Friday 24 January 2014

Exterior Shot 2 Scene 1



Map painted in Photoshop from brick-work asset design created during Pre-Production 



It's just enough that it's there to fill in an essential blank, but not too much that it will deter from the action in the frame. 



Excuse the darkness, but area's will be highlighted further down the line via Lighting, Displacement maps and utilising the use of fogging in frame. 


The Moon is a PNG image file created in Photoshop and saved without a background. This in turn, had made it easy to place our moon design into the frame wherever we need it. 


The set from above (above) 


The background silhouette buildings are simply the buildings created by Bo Lee at the start of Production and squashed down to be super thin, just to get our point across. 




The Moon is an Image Plane with one layer rendered, background excluded and exported as a PNG file. 
When imported and composed in the frame correctly, a glow with an intensity was added at an attribute of  0.150. 

As the image is background-less, the glow attribute only affects what is on show, in turn, this is the moon. And so, in turn, it’s a nice graphic- 2D looking moon, that works well in the scene, and will move as the camera moves, without the need to add it in in post-production. 

Whilst I was at first initially hesitant to use fog in the film, whilst working through the shots, and the way things have been composed, we have used it more as a stylistic weapon to mask up elements that we don't want the audience to see, and cinematically, it adds a very plausible element to the frame, where in the environment, the shapes and the environment are a little bit goofy and warped. So it's a nice balance to strike, and the blue really works in the way I wanted it to. It meant changing a few colour attributes in the attribute editor to literally create blue fog, but in complimentary with the blue textures lathered on the modelled attributes, it allows the night time element to the frame to consume itself in it's own colour palette, which I really enjoyed about it. It has this nice balance between, mysterious, goofy and friendly, with the animation that goes into frame as well, as goofy as it is, that itself will compliment the friendly aspect. With the wet concrete as well, it will help over-all create a collective moist, environment.

All in all, it strikes at a point that when an audience may expect it to turn left into a cold and ominous direction, it actually turns right, by instilling this wacky animation into the frame.

And all that essentially is essentially dangerous to look at when 'not in camera view', is fixed when actually in camera view, and the fog is in, and the textures are in, and all of the assets work off of one another as a nice and big collaboration.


> Aim of the exercise
Please copy out every line in the records below that includes the word "Alameda".

__________

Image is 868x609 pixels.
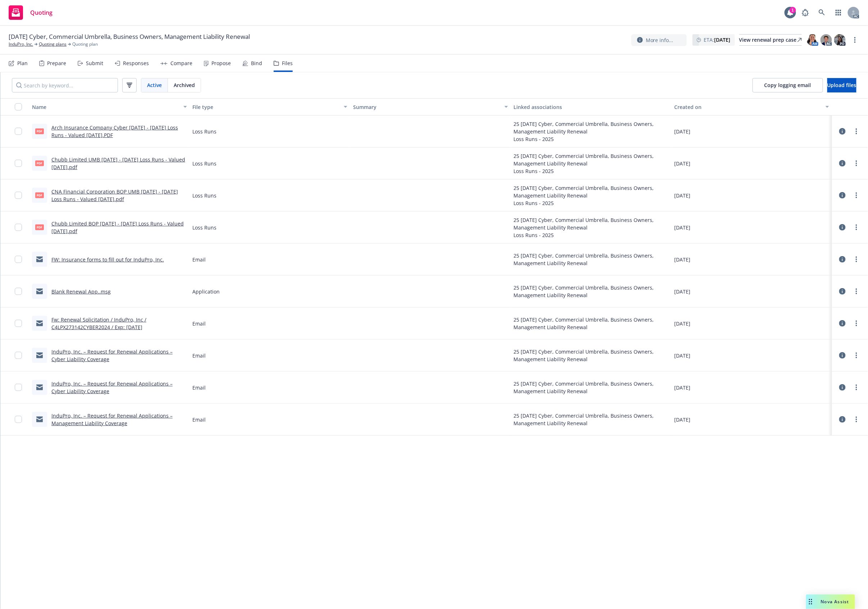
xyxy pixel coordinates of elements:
strong: [DATE] [715,36,731,44]
div: 25 [DATE] Cyber, Commercial Umbrella, Business Owners, Management Liability Renewal [514,412,669,427]
div: Bind [251,61,262,66]
span: [DATE] [674,160,691,167]
button: Summary [350,98,511,115]
a: Arch Insurance Company Cyber [DATE] - [DATE] Loss Runs - Valued [DATE].PDF [51,124,178,139]
a: FW: Insurance forms to fill out for InduPro, Inc. [51,256,164,263]
input: Toggle Row Selected [15,191,22,199]
a: more [852,191,861,200]
span: Loss Runs [193,191,217,199]
div: View renewal prep case [739,34,802,45]
div: File type [193,103,340,111]
div: Loss Runs - 2025 [514,231,669,239]
span: [DATE] [674,127,691,135]
a: Chubb Limited BOP [DATE] - [DATE] Loss Runs - Valued [DATE].pdf [51,220,183,234]
span: [DATE] [674,288,691,295]
button: Upload files [827,78,856,92]
input: Toggle Row Selected [15,416,22,423]
button: File type [190,98,350,115]
span: Nova Assist [821,598,850,604]
span: pdf [35,160,44,166]
div: Summary [353,103,500,111]
a: more [852,383,861,391]
span: pdf [35,224,44,230]
span: [DATE] [674,416,691,424]
div: Propose [212,61,231,66]
div: Prepare [47,61,66,66]
div: Loss Runs - 2025 [514,167,669,175]
div: 25 [DATE] Cyber, Commercial Umbrella, Business Owners, Management Liability Renewal [514,348,669,363]
span: [DATE] [674,384,691,391]
div: Plan [17,61,28,66]
input: Toggle Row Selected [15,127,22,135]
a: more [852,287,861,296]
a: more [852,351,861,360]
div: 25 [DATE] Cyber, Commercial Umbrella, Business Owners, Management Liability Renewal [514,251,669,267]
div: 25 [DATE] Cyber, Commercial Umbrella, Business Owners, Management Liability Renewal [514,120,669,135]
a: Report a Bug [798,5,813,20]
a: Quoting plans [39,41,67,48]
span: Email [193,352,206,359]
input: Toggle Row Selected [15,288,22,295]
span: Loss Runs [193,127,217,135]
div: Created on [674,103,821,111]
button: Created on [671,98,832,115]
div: Files [282,61,292,66]
input: Toggle Row Selected [15,352,22,358]
span: Email [193,384,206,391]
span: Archived [173,81,195,89]
span: Email [193,319,206,327]
span: PDF [35,129,44,133]
button: Name [29,98,190,115]
a: View renewal prep case [739,34,802,46]
a: Fw: Renewal Solicitation / InduPro, Inc / C4LPX273142CYBER2024 / Exp: [DATE] [51,316,146,330]
a: InduPro, Inc. [9,41,34,48]
div: 25 [DATE] Cyber, Commercial Umbrella, Business Owners, Management Liability Renewal [514,284,669,299]
a: InduPro, Inc. – Request for Renewal Applications – Cyber Liability Coverage [51,380,173,395]
a: InduPro, Inc. – Request for Renewal Applications – Cyber Liability Coverage [51,348,173,362]
a: Switch app [832,5,846,20]
span: Quoting plan [73,41,98,48]
a: Search [815,5,829,20]
span: Upload files [827,82,856,88]
a: Quoting [5,3,55,23]
div: Submit [86,61,104,66]
span: [DATE] [674,224,691,231]
a: CNA Financial Corporation BOP UMB [DATE] - [DATE] Loss Runs - Valued [DATE].pdf [51,188,178,202]
div: 1 [790,7,796,14]
span: More info... [646,36,673,44]
img: photo [834,34,846,46]
a: more [852,223,861,232]
input: Toggle Row Selected [15,224,22,231]
button: More info... [631,34,687,46]
a: Blank Renewal App..msg [51,288,111,295]
div: 25 [DATE] Cyber, Commercial Umbrella, Business Owners, Management Liability Renewal [514,184,669,199]
a: more [852,319,861,328]
a: more [852,255,861,263]
div: 25 [DATE] Cyber, Commercial Umbrella, Business Owners, Management Liability Renewal [514,152,669,167]
span: Email [193,416,206,424]
span: Copy logging email [764,82,811,88]
span: Loss Runs [193,224,217,231]
div: Drag to move [806,594,815,609]
img: photo [807,34,819,46]
div: Linked associations [514,103,669,111]
span: Application [193,288,220,295]
span: [DATE] [674,191,691,199]
input: Toggle Row Selected [15,255,22,263]
input: Toggle Row Selected [15,319,22,327]
span: [DATE] Cyber, Commercial Umbrella, Business Owners, Management Liability Renewal [9,32,250,41]
div: 25 [DATE] Cyber, Commercial Umbrella, Business Owners, Management Liability Renewal [514,316,669,331]
span: [DATE] [674,319,691,327]
div: 25 [DATE] Cyber, Commercial Umbrella, Business Owners, Management Liability Renewal [514,216,669,231]
span: Active [147,81,162,89]
span: [DATE] [674,352,691,359]
a: more [852,159,861,168]
div: Loss Runs - 2025 [514,135,669,143]
input: Select all [15,103,22,111]
span: ETA : [704,36,731,44]
button: Copy logging email [753,78,823,92]
a: Chubb Limited UMB [DATE] - [DATE] Loss Runs - Valued [DATE].pdf [51,156,185,171]
input: Search by keyword... [12,78,118,92]
input: Toggle Row Selected [15,384,22,391]
span: [DATE] [674,255,691,263]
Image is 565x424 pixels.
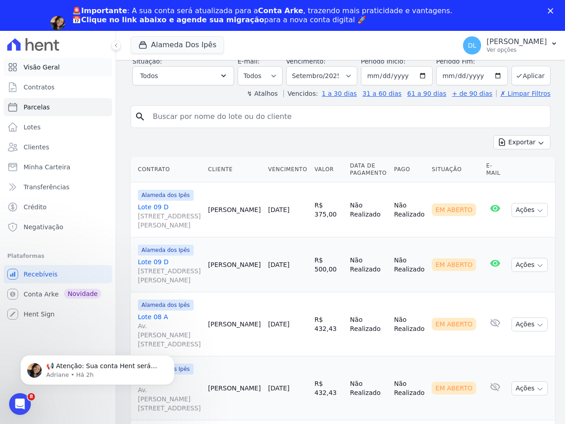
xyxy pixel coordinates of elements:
span: [STREET_ADDRESS][PERSON_NAME] [138,211,201,230]
div: Plataformas [7,250,108,261]
a: + de 90 dias [452,90,493,97]
a: Minha Carteira [4,158,112,176]
a: 1 a 30 dias [322,90,357,97]
span: Visão Geral [24,63,60,72]
button: Alameda Dos Ipês [131,36,224,54]
td: Não Realizado [391,292,428,356]
button: Ações [512,258,548,272]
span: Clientes [24,142,49,151]
label: Vencidos: [283,90,318,97]
td: Não Realizado [347,292,391,356]
span: Parcelas [24,103,50,112]
label: ↯ Atalhos [247,90,278,97]
span: Alameda dos Ipês [138,299,194,310]
label: Período Inicío: [361,58,406,65]
a: Transferências [4,178,112,196]
a: 61 a 90 dias [407,90,446,97]
span: Minha Carteira [24,162,70,171]
a: Lote 09 D[STREET_ADDRESS][PERSON_NAME] [138,257,201,284]
th: Data de Pagamento [347,156,391,182]
a: Lotes [4,118,112,136]
button: Aplicar [512,66,551,85]
th: Vencimento [264,156,311,182]
div: Em Aberto [432,318,476,330]
td: Não Realizado [391,182,428,237]
a: [DATE] [268,320,289,327]
label: Vencimento: [286,58,326,65]
td: R$ 432,43 [311,292,347,356]
a: [DATE] [268,206,289,213]
iframe: Intercom live chat [9,393,31,415]
span: Recebíveis [24,269,58,279]
th: Pago [391,156,428,182]
span: Crédito [24,202,47,211]
div: : A sua conta será atualizada para a , trazendo mais praticidade e vantagens. 📅 para a nova conta... [72,6,453,24]
a: [DATE] [268,261,289,268]
button: Todos [132,66,234,85]
img: Profile image for Adriane [50,16,65,30]
span: Novidade [64,288,101,298]
button: Ações [512,381,548,395]
td: Não Realizado [347,237,391,292]
span: Hent Sign [24,309,55,318]
td: Não Realizado [391,237,428,292]
button: Exportar [494,135,551,149]
a: Visão Geral [4,58,112,76]
span: Negativação [24,222,64,231]
iframe: Intercom notifications mensagem [7,336,188,399]
i: search [135,111,146,122]
a: Parcelas [4,98,112,116]
span: DL [468,42,477,49]
span: Todos [140,70,158,81]
label: Período Fim: [436,57,508,66]
td: R$ 375,00 [311,182,347,237]
span: Alameda dos Ipês [138,244,194,255]
span: 8 [28,393,35,400]
button: DL [PERSON_NAME] Ver opções [456,33,565,58]
span: Lotes [24,122,41,132]
td: Não Realizado [391,356,428,420]
b: Clique no link abaixo e agende sua migração [81,15,264,24]
button: Ações [512,203,548,217]
th: Situação [428,156,483,182]
a: Negativação [4,218,112,236]
a: [DATE] [268,384,289,391]
a: Recebíveis [4,265,112,283]
td: Não Realizado [347,182,391,237]
a: Conta Arke Novidade [4,285,112,303]
th: Cliente [205,156,264,182]
label: Situação: [132,58,162,65]
a: Agendar migração [72,30,147,40]
div: Em Aberto [432,381,476,394]
input: Buscar por nome do lote ou do cliente [147,107,547,126]
td: [PERSON_NAME] [205,356,264,420]
div: Fechar [548,8,557,14]
th: E-mail [483,156,508,182]
span: Alameda dos Ipês [138,190,194,200]
span: [STREET_ADDRESS][PERSON_NAME] [138,266,201,284]
td: [PERSON_NAME] [205,182,264,237]
a: Clientes [4,138,112,156]
th: Contrato [131,156,205,182]
td: R$ 500,00 [311,237,347,292]
span: Transferências [24,182,69,191]
a: Lote 08 AAv. [PERSON_NAME][STREET_ADDRESS] [138,312,201,348]
td: R$ 432,43 [311,356,347,420]
td: Não Realizado [347,356,391,420]
label: E-mail: [238,58,260,65]
span: Av. [PERSON_NAME][STREET_ADDRESS] [138,321,201,348]
th: Valor [311,156,347,182]
a: Lote 09 D[STREET_ADDRESS][PERSON_NAME] [138,202,201,230]
div: Em Aberto [432,258,476,271]
button: Ações [512,317,548,331]
span: Contratos [24,83,54,92]
span: Conta Arke [24,289,59,298]
a: Crédito [4,198,112,216]
p: Ver opções [487,46,547,54]
a: ✗ Limpar Filtros [496,90,551,97]
a: Contratos [4,78,112,96]
p: [PERSON_NAME] [487,37,547,46]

__________

> Solution
button: Alameda Dos Ipês [131,36,224,54]
span: Alameda dos Ipês [138,299,194,310]
span: Alameda dos Ipês [138,244,194,255]
span: Alameda dos Ipês [138,190,194,200]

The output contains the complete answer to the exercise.